What are your favorite soups? How do you make it? If I actually have the time I would love to have soup every day.
Mine (a couple of Cantonese recipes):
Pork bone soup:
Raw pork neck bones + dry scallop + a little ginger, slow boil for 4 hours, additional pork meat optional
Add carrots, black eye peas 20 minutes before eating (winter melon/ daikon optional)
Add watercress 5-10 minutes before eating
Chicken bone soup:
Soak shitake mushroom, lily bulb, dried day lily flower, fox nut for a few hours
Raw chicken bones + dry scallop, slow boil for 4 hours
Add mushroom half an hour to an hour before eating dependent on how soft they are before cooking
Add goji berry
There was a veg soup and winter soup thread. So keeping this separate from those since its summer and this can include meat.
Wow, this is the only all-purpose soup recipe thread here? Crazy!
I just made a test batch of this carrot-ginger soup to see if I liked it enough to serve at a luncheon I’m catering for Mothers’ Day. Even with the extremely basic ingredient list, it’s delicious. We tried it plain, and then with some sour cream stirred in… both are great. I was careful not to overdo the fresh ginger, and I really like how it came out.
The recipe mentions it might need thinned out after blending, and that was definitely the case for me. I just stirred in a little water. When I make it again, I will increase the broth quantity ahead of simmering by about 20%.
The full recipe only serves 3-4 people, and I would imagine a pretty modest serving at that.
We have a pot of this split pea soup waiting for supper tonight with a pan of cornbread. I can’t eat smoked meats anymore, but I don’t miss the ham with this recipe. You could make it vegetarian with water or vegetable stock, but I like the flavor the chicken broth adds. I’ve made it many times and it’s always a comfort.
Sigh… so many good soups out there. I counted, and I have about 50 different soups I like to make, most of which are amalgamations of other soup recipes, and thus I have no specific source to share. Here, however, are some of the tried and true favorites at our house (all NYT links are gift links):
I have not yet, but I use a Turkish red pepper paste (similar to tomato paste) often to thicken up or add a little depth/heat to tomato soups or my Tuscan soup.
I think roasted red peppers go really well with a touch of cream and toasted pumpkin seeds on top & maybe a drizzle of pumpkin seed oil.
My CSA pounded us with broccoli and spinach, so I made an old favorite broccoli-cheese soup from Cook’s Illustrated that uses some spinach mostly for color. (This soup has both cheddar and parm in it, but is not “cheesy.” The cheese supplies nice umami and richness, though.)
Their method involves cooking the broccoli thoroughly, to extract the flavor, but that renders the color kind of dull; the spinach corrects that.
I used to make a roasted red pepper soup for the holidays, but haven’t in a number of years. I’ll have to find that recipe, from what I remember it was simple, roasted red peps, chicken stock (not broth), s & p, something else, and a drizzle of pesto made it Christmasy. I’ll go diggin’. I roasted a sheet pan of reds the other day to put away for the winter.
I have made this yellow pepper soup (Deborah Madison) with red bell peppers and it was really good.
At times I added some roasted leeks and chile flakes and topped it with a saffron aioli…or creme fraiche. You could add roasted tomatoes or a few sun-dried tomatoes. I also like the Spicy Red Pepper soup in the original Greens cookbook that uses 1 pound of red peppers and 1 pound of tomatoes and 1-2 pureed and soaked dried ancho chiles.
Roasting the peppers is really key. Chicken stock adds a different profile from the veg stock in the recipe.
I have a lot of fresh portobellos from my CSA, but no other varieties, and crucially, no dried mushrooms. I do have leeks, many many shallots, chicken stock, unlimited fresh thyme, mild oregano and rosemary, heavy cream and whole milk.
My take would be to use the thyme, alliums, stock, and all the dairy, but save the oregano and rosemary for another day. Definitely include the @stef_bakes potatoes (or potato flour), and use the stick blender to process the whole thing after cooking a bit. Cream of mushroom soup, as it were.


> _TASK ITEM_: Every line containing the string "left" should be returned from the records.
== RECORDS SHOWN
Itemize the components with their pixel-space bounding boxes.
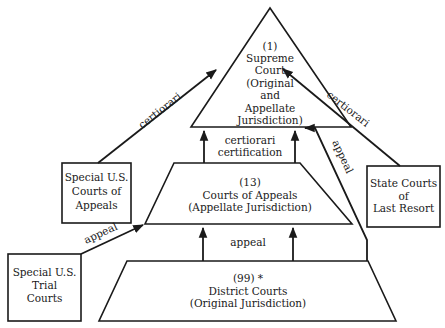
supreme-label-2: Court [255,64,286,76]
state-courts-label-1: State Courts [370,177,437,189]
district-label-1: District Courts [209,285,288,297]
special-appeals-label-3: Appeals [74,199,117,211]
appeal-label-middle: appeal [230,236,266,248]
court-hierarchy-diagram: (1) Supreme Court (Original and Appellat… [0,0,445,328]
district-label-2: (Original Jurisdiction) [190,297,306,309]
state-courts-node: State Courts of Last Resort [367,166,440,227]
appeals-count: (13) [239,176,261,188]
supreme-label-3: (Original [246,77,294,89]
courts-of-appeals-node: (13) Courts of Appeals (Appellate Jurisd… [145,163,352,224]
supreme-court-node: (1) Supreme Court (Original and Appellat… [191,8,351,127]
state-courts-label-3: Last Resort [373,202,435,214]
supreme-count: (1) [263,40,278,52]
supreme-label-1: Supreme [246,52,294,64]
certiorari-label-left: certiorari [136,90,184,131]
special-trial-label-3: Courts [27,292,63,304]
cert-label: certiorari [225,134,276,146]
supreme-label-4: and [260,89,280,101]
certification-label: certification [218,146,283,158]
district-count: (99) * [233,272,264,284]
appeals-label-2: (Appellate Jurisdiction) [188,201,312,213]
trial-to-appeals-edge: appeal [81,220,143,254]
special-appeals-label-2: Courts of [72,185,122,197]
cert-certification-edge: certiorari certification [204,131,295,163]
state-courts-label-2: of [398,190,409,202]
district-courts-node: (99) * District Courts (Original Jurisdi… [99,261,396,321]
appeals-label-1: Courts of Appeals [203,189,298,201]
special-courts-of-appeals-node: Special U.S. Courts of Appeals [62,163,131,223]
special-trial-label-1: Special U.S. [13,266,77,278]
supreme-label-6: Jurisdiction) [236,114,302,126]
special-appeals-label-1: Special U.S. [65,171,129,183]
supreme-label-5: Appellate [244,102,296,114]
special-trial-courts-node: Special U.S. Trial Courts [8,254,81,321]
district-to-appeals-edge: appeal [203,228,293,261]
special-trial-label-2: Trial [32,279,58,291]
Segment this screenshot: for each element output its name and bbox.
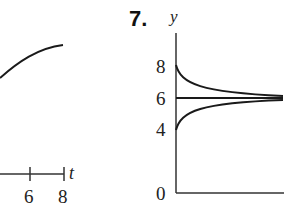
right-axis-label-y: y (170, 8, 178, 25)
lower-solution-curve (176, 100, 283, 130)
left-tick-label-8: 8 (58, 187, 68, 206)
right-graph (176, 33, 284, 193)
right-tick-label-4: 4 (156, 120, 166, 139)
left-axis-label-t: t (69, 164, 74, 182)
right-tick-label-8: 8 (156, 57, 166, 76)
right-tick-label-0: 0 (156, 184, 166, 203)
problem-number: 7. (129, 8, 147, 30)
left-tick-label-6: 6 (24, 187, 34, 206)
left-graph (0, 45, 64, 181)
right-tick-label-6: 6 (156, 89, 166, 108)
left-solution-curve (0, 45, 63, 78)
chart-canvas (0, 0, 287, 217)
upper-solution-curve (176, 65, 283, 96)
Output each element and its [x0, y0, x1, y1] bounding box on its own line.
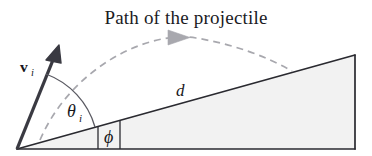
launch-angle-symbol: θ — [67, 101, 76, 121]
diagram-title: Path of the projectile — [104, 7, 267, 28]
launch-angle-label: θ i — [67, 101, 82, 124]
diagram-canvas: Path of the projectile v i θ i ϕ d — [0, 0, 372, 156]
launch-angle-subscript: i — [79, 112, 82, 124]
range-distance-label: d — [176, 81, 185, 100]
projectile-on-incline-diagram: Path of the projectile v i θ i ϕ d — [0, 0, 372, 156]
initial-velocity-label: v i — [20, 58, 34, 78]
incline-angle-label: ϕ — [104, 127, 113, 147]
initial-velocity-subscript: i — [31, 67, 34, 78]
initial-velocity-symbol: v — [20, 58, 28, 75]
initial-velocity-vector-arrowhead — [46, 45, 61, 63]
projectile-direction-arrowhead — [168, 30, 190, 45]
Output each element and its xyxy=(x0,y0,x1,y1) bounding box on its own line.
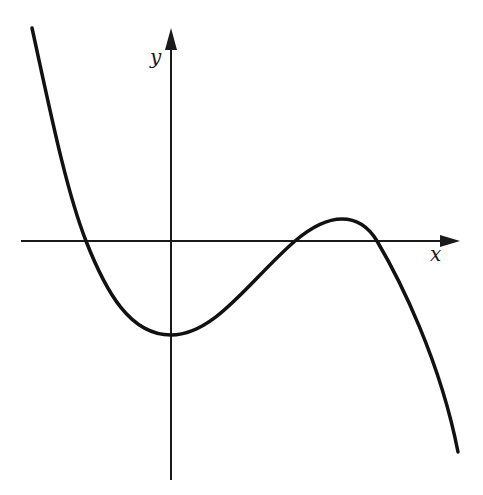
y-axis-label: y xyxy=(149,45,162,69)
x-axis-label: x xyxy=(430,242,441,266)
x-axis-arrow-icon xyxy=(440,235,460,247)
function-graph: x y xyxy=(0,0,483,495)
y-axis-arrow-icon xyxy=(165,28,177,50)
====
> _ANSWER SECTION_:
certiorari-label-left: certiorari [136,90,184,131]
left-tick-label-8: 8 (58, 187, 68, 206)
left-axis-label-t: t (69, 164, 74, 182)
left-tick-label-6: 6 (24, 187, 34, 206)
left-graph (0, 45, 64, 181)
left-solution-curve (0, 45, 63, 78)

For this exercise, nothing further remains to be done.